AlwaysOn availability group DR failover with Powershell

availability-groupsdisaster recoverypowershell

I am setting up AlwaysOn availability group for Disaster Recovery (DR) in the test environment. For AG1, node1 and node2 (synchronous commit/automatic failover) are in DC1; node 3 and node 4 (Asynchronous commit/manual failover) are in DC2 and file share witness is in DC3. When DR event occurs, 2 nodes in DC1 will be gone. Since DR nodes are set up as an Asynchronous commit, AG status is resolving. I will need to failover manually to bring AG group to a synchronized state. I want to use powershell to do failover with data loss. When I run the following powershell to failover, I am getting the error.

Switch-SqlAvailabilityGroup -Path SQLSERVER:\Sql\SQLDRPOCA03\DEFAULT\AvailabilityGroups\SQLDRPOCAG

Switch-SqlAvailabilityGroup : The availability replica for availability group 'SQLDRPOCAG' on this instance of SQL Server cannot become the primary replica. One or more databases are not synchronized or have not joined the availability group.

If the availability replica uses the asynchronous-commit mode, consider performing a forced manual failover (with possible data loss). Otherwise, once all local secondary databases are joined and synchronized, you can perform a planned manual

failover to this secondary replica (without data loss). For more information, see SQL Server Books Online.

Is it possible to use powershell to do manual failover?

Best Answer

I think what you are trying to achieve via powershell is for planned manual failover as mentioned in msdn link. here

A planned manual failover is supported only when the primary replica and the target secondary replica are running in synchronous-commit mode and are currently synchronized. A planned manual failover preserves all the data in the secondary databases that are joined to the availability group on the target secondary replica

And what you exactly are trying to achieve " failover between async replicas " is more of forced manual failover with/without data loss which can be achieved via TSQL as mentioned in same msdn link. I don't see PS there but may be someone here who have used can answer. I am not sure but may be you can check dbatools if it provides one

Go through the steps as mentioned laster in that article

Manual failover without data loss

Use this method when the primary replica is available, but you need to temporarily or permanently change the configuration and change the SQL Server instance that hosts the primary replica. To avoid potential data loss, before you issue the manual failover, ensure that the target secondary replica is up to date.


### Task brief
An unchanged copy of each entry below is needed; keep the pictures out of it.

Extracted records
_____
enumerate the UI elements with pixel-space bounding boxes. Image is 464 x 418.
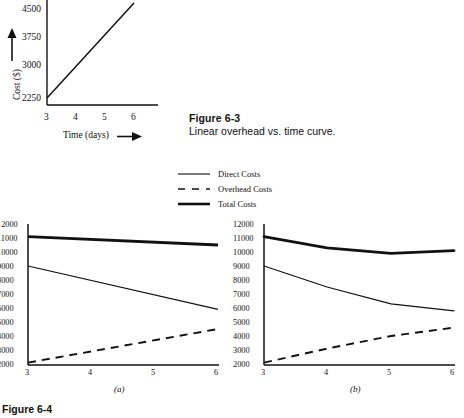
figure-6-4b-x-tick-5: 5 xyxy=(387,369,391,377)
figure-6-4b-y-tick-8000: 8000 xyxy=(233,277,250,285)
figure-6-4a-y-tick-10000: 10000 xyxy=(0,249,18,257)
figure-6-3-caption-number: Figure 6-3 xyxy=(189,112,449,125)
figure-6-3-y-tick-4500: 4500 xyxy=(22,5,41,15)
figure-6-4-legend: Direct Costs Overhead Costs Total Costs xyxy=(176,168,336,212)
legend-label-direct-costs: Direct Costs xyxy=(218,168,260,180)
figure-6-4b: 12000 11000 10000 9000 8000 7000 6000 50… xyxy=(232,214,464,404)
figure-6-4b-y-tick-9000: 9000 xyxy=(233,263,250,271)
x-axis-arrow-icon xyxy=(117,132,143,142)
figure-6-4a: 12000 11000 10000 9000 8000 7000 6000 50… xyxy=(0,214,232,404)
figure-6-3-x-tick-6: 6 xyxy=(131,113,136,123)
figure-6-4b-overhead-costs-line xyxy=(264,328,454,363)
figure-6-3-overhead-line xyxy=(47,3,134,98)
figure-6-4b-y-tick-2000: 2000 xyxy=(233,361,250,369)
figure-6-4a-y-tick-6000: 6000 xyxy=(0,305,14,313)
figure-6-4a-plot xyxy=(27,224,223,376)
figure-6-4b-y-tick-11000: 11000 xyxy=(233,235,253,243)
figure-6-4a-panel-label: (a) xyxy=(114,384,125,394)
figure-6-4a-x-tick-6: 6 xyxy=(214,369,218,377)
legend-swatch-solid-thin-icon xyxy=(176,168,212,180)
y-axis-arrow-icon xyxy=(6,28,18,62)
figure-6-4a-y-tick-12000: 12000 xyxy=(0,221,18,229)
figure-6-4a-y-tick-4000: 4000 xyxy=(0,333,14,341)
figure-6-4a-y-tick-5000: 5000 xyxy=(0,319,14,327)
figure-6-4b-x-tick-4: 4 xyxy=(324,369,328,377)
figure-6-4b-total-costs-line xyxy=(264,237,454,254)
figure-6-4a-overhead-costs-line xyxy=(28,329,218,363)
figure-6-4b-y-tick-7000: 7000 xyxy=(233,291,250,299)
figure-page: Cost ($) 4500 3750 3000 2250 3 4 5 6 Tim… xyxy=(0,0,464,418)
legend-swatch-dashed-icon xyxy=(176,183,212,195)
figure-6-4a-y-tick-9000: 9000 xyxy=(0,263,14,271)
figure-6-4a-direct-costs-line xyxy=(28,266,218,309)
figure-6-4a-total-costs-line xyxy=(28,237,218,245)
figure-6-3-y-tick-3750: 3750 xyxy=(22,33,41,43)
legend-swatch-solid-thick-icon xyxy=(176,198,212,210)
figure-6-3-x-tick-3: 3 xyxy=(44,113,49,123)
figure-6-4b-x-tick-6: 6 xyxy=(450,369,454,377)
figure-6-4b-x-tick-3: 3 xyxy=(261,369,265,377)
figure-6-4a-x-tick-5: 5 xyxy=(151,369,155,377)
figure-6-4b-y-tick-12000: 12000 xyxy=(233,221,254,229)
figure-6-3-y-tick-2250: 2250 xyxy=(22,94,41,104)
figure-6-4a-y-tick-8000: 8000 xyxy=(0,277,14,285)
figure-6-4b-y-tick-10000: 10000 xyxy=(233,249,254,257)
figure-6-3-x-tick-5: 5 xyxy=(102,113,107,123)
figure-6-4b-y-tick-5000: 5000 xyxy=(233,319,250,327)
figure-6-3-x-axis-title: Time (days) xyxy=(63,131,109,141)
figure-6-3-x-tick-4: 4 xyxy=(73,113,78,123)
figure-6-4-caption-number: Figure 6-4 xyxy=(2,404,52,418)
legend-label-total-costs: Total Costs xyxy=(218,198,256,210)
figure-6-4a-y-tick-3000: 3000 xyxy=(0,347,14,355)
figure-6-4b-y-tick-4000: 4000 xyxy=(233,333,250,341)
figure-6-4a-y-tick-7000: 7000 xyxy=(0,291,14,299)
figure-6-4a-x-tick-4: 4 xyxy=(88,369,92,377)
figure-6-4b-y-tick-6000: 6000 xyxy=(233,305,250,313)
figure-6-4b-direct-costs-line xyxy=(264,266,454,311)
figure-6-3-y-tick-3000: 3000 xyxy=(22,61,41,71)
figure-6-3-caption-text: Linear overhead vs. time curve. xyxy=(189,125,449,138)
figure-6-4a-y-tick-11000: 11000 xyxy=(0,235,17,243)
figure-6-4a-x-tick-3: 3 xyxy=(25,369,29,377)
figure-6-3-caption: Figure 6-3 Linear overhead vs. time curv… xyxy=(189,112,449,138)
legend-label-overhead-costs: Overhead Costs xyxy=(218,183,272,195)
figure-6-3-plot xyxy=(46,0,162,112)
figure-6-4a-y-tick-2000: 2000 xyxy=(0,361,14,369)
figure-6-3: Cost ($) 4500 3750 3000 2250 3 4 5 6 Tim… xyxy=(0,0,200,160)
figure-6-4b-plot xyxy=(263,224,459,376)
figure-6-4b-y-tick-3000: 3000 xyxy=(233,347,250,355)
figure-6-4b-panel-label: (b) xyxy=(350,384,361,394)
_____
### Result
enumerate the UI elements with pixel-space bounding boxes. Image is 464 x 418.
figure-6-4b-x-tick-5: 5 xyxy=(387,369,391,377)
figure-6-4b-y-tick-8000: 8000 xyxy=(233,277,250,285)
figure-6-4a-y-tick-10000: 10000 xyxy=(0,249,18,257)
figure-6-3-caption-number: Figure 6-3 xyxy=(189,112,449,125)
figure-6-3-y-tick-4500: 4500 xyxy=(22,5,41,15)
figure-6-4-legend: Direct Costs Overhead Costs Total Costs xyxy=(176,168,336,212)
legend-label-direct-costs: Direct Costs xyxy=(218,168,260,180)
figure-6-4b: 12000 11000 10000 9000 8000 7000 6000 50… xyxy=(232,214,464,404)
figure-6-4b-y-tick-9000: 9000 xyxy=(233,263,250,271)
x-axis-arrow-icon xyxy=(117,132,143,142)
figure-6-4a: 12000 11000 10000 9000 8000 7000 6000 50… xyxy=(0,214,232,404)
figure-6-3-x-tick-6: 6 xyxy=(131,113,136,123)
figure-6-4b-overhead-costs-line xyxy=(264,328,454,363)
figure-6-3-overhead-line xyxy=(47,3,134,98)
figure-6-4b-y-tick-2000: 2000 xyxy=(233,361,250,369)
figure-6-4a-y-tick-6000: 6000 xyxy=(0,305,14,313)
figure-6-4a-plot xyxy=(27,224,223,376)
figure-6-4b-y-tick-11000: 11000 xyxy=(233,235,253,243)
figure-6-4a-panel-label: (a) xyxy=(114,384,125,394)
figure-6-4a-x-tick-6: 6 xyxy=(214,369,218,377)
legend-swatch-solid-thin-icon xyxy=(176,168,212,180)
y-axis-arrow-icon xyxy=(6,28,18,62)
figure-6-4a-y-tick-12000: 12000 xyxy=(0,221,18,229)
figure-6-4a-y-tick-4000: 4000 xyxy=(0,333,14,341)
figure-6-4a-y-tick-5000: 5000 xyxy=(0,319,14,327)
figure-6-4b-x-tick-4: 4 xyxy=(324,369,328,377)
figure-6-4b-total-costs-line xyxy=(264,237,454,254)
figure-6-4a-overhead-costs-line xyxy=(28,329,218,363)
figure-6-4b-y-tick-7000: 7000 xyxy=(233,291,250,299)
figure-page: Cost ($) 4500 3750 3000 2250 3 4 5 6 Tim… xyxy=(0,0,464,418)
legend-swatch-dashed-icon xyxy=(176,183,212,195)
figure-6-4a-y-tick-9000: 9000 xyxy=(0,263,14,271)
figure-6-4a-direct-costs-line xyxy=(28,266,218,309)
figure-6-4a-total-costs-line xyxy=(28,237,218,245)
figure-6-3-y-tick-3750: 3750 xyxy=(22,33,41,43)
legend-swatch-solid-thick-icon xyxy=(176,198,212,210)
figure-6-3-x-tick-3: 3 xyxy=(44,113,49,123)
figure-6-4b-x-tick-6: 6 xyxy=(450,369,454,377)
figure-6-4b-x-tick-3: 3 xyxy=(261,369,265,377)
figure-6-4a-x-tick-5: 5 xyxy=(151,369,155,377)
figure-6-4b-y-tick-12000: 12000 xyxy=(233,221,254,229)
figure-6-3-y-tick-2250: 2250 xyxy=(22,94,41,104)
figure-6-4a-y-tick-8000: 8000 xyxy=(0,277,14,285)
figure-6-4b-y-tick-10000: 10000 xyxy=(233,249,254,257)
figure-6-3-x-tick-5: 5 xyxy=(102,113,107,123)
figure-6-4b-y-tick-5000: 5000 xyxy=(233,319,250,327)
figure-6-3-x-axis-title: Time (days) xyxy=(63,131,109,141)
figure-6-3-x-tick-4: 4 xyxy=(73,113,78,123)
figure-6-4-caption-number: Figure 6-4 xyxy=(2,404,52,418)
legend-label-total-costs: Total Costs xyxy=(218,198,256,210)
figure-6-4a-y-tick-3000: 3000 xyxy=(0,347,14,355)
figure-6-4b-y-tick-4000: 4000 xyxy=(233,333,250,341)
figure-6-4a-y-tick-7000: 7000 xyxy=(0,291,14,299)
figure-6-4a-x-tick-4: 4 xyxy=(88,369,92,377)
figure-6-4b-y-tick-6000: 6000 xyxy=(233,305,250,313)
figure-6-4b-direct-costs-line xyxy=(264,266,454,311)
figure-6-3-y-tick-3000: 3000 xyxy=(22,61,41,71)
figure-6-3-caption-text: Linear overhead vs. time curve. xyxy=(189,125,449,138)
figure-6-4a-y-tick-11000: 11000 xyxy=(0,235,17,243)
figure-6-4a-x-tick-3: 3 xyxy=(25,369,29,377)
figure-6-3-caption: Figure 6-3 Linear overhead vs. time curv… xyxy=(189,112,449,138)
legend-label-overhead-costs: Overhead Costs xyxy=(218,183,272,195)
figure-6-3-plot xyxy=(46,0,162,112)
figure-6-4a-y-tick-2000: 2000 xyxy=(0,361,14,369)
figure-6-3: Cost ($) 4500 3750 3000 2250 3 4 5 6 Tim… xyxy=(0,0,200,160)
figure-6-4b-plot xyxy=(263,224,459,376)
figure-6-4b-y-tick-3000: 3000 xyxy=(233,347,250,355)
figure-6-4b-panel-label: (b) xyxy=(350,384,361,394)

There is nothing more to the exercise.